What’s missed is some of the verve and urgency of Wajda’s early work, especially his revered war trilogy. (Kanal, about the Warsaw Uprising, has a visceral power that’s nowhere to be found in this more coolly intellectual exercise.) But if both Iron and Marble look more didactic than dynamic, at least to these eyes, that’s probably because they’re built for a very specific audience—one that would have no trouble distinguishing each strike depicted, and would have a personal investment in the history lesson happening on the margins of the narrative. Wajda made Man On Iron and its predecessor for Poland. That a bunch of international peers at a French film festival got something out of it too is just icing on the Babka.

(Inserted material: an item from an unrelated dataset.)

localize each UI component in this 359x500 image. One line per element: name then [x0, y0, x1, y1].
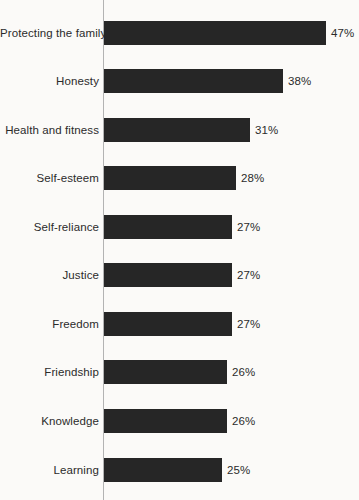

Did it deserve to win? This is one of the many instances in which the Cannes jury, led in ’81 by French director Jacques Deray, privileged real-world relevance over aesthetics or innovation. It’s hard to get too bent out shape about that judgment call, especially if you believe in the possibilities of cinema as a political tool. That said, a couple of other titles reached both higher and lower. Screened under the title Violent Streets, Thief kicked off Michael Mann’s big-screen career in existential style; it remains possibly his most seductive ode to the codes of criminals and the menacing, nocturnal allure of the city. And similarly mucking with the DNA of genre, Andrzej Żuławski’s Possession is an unforgettable nightmare—a film as wildly ignoble, in its messy romantic politics, as Man Of Iron is noble. Sue me, I prefer the former.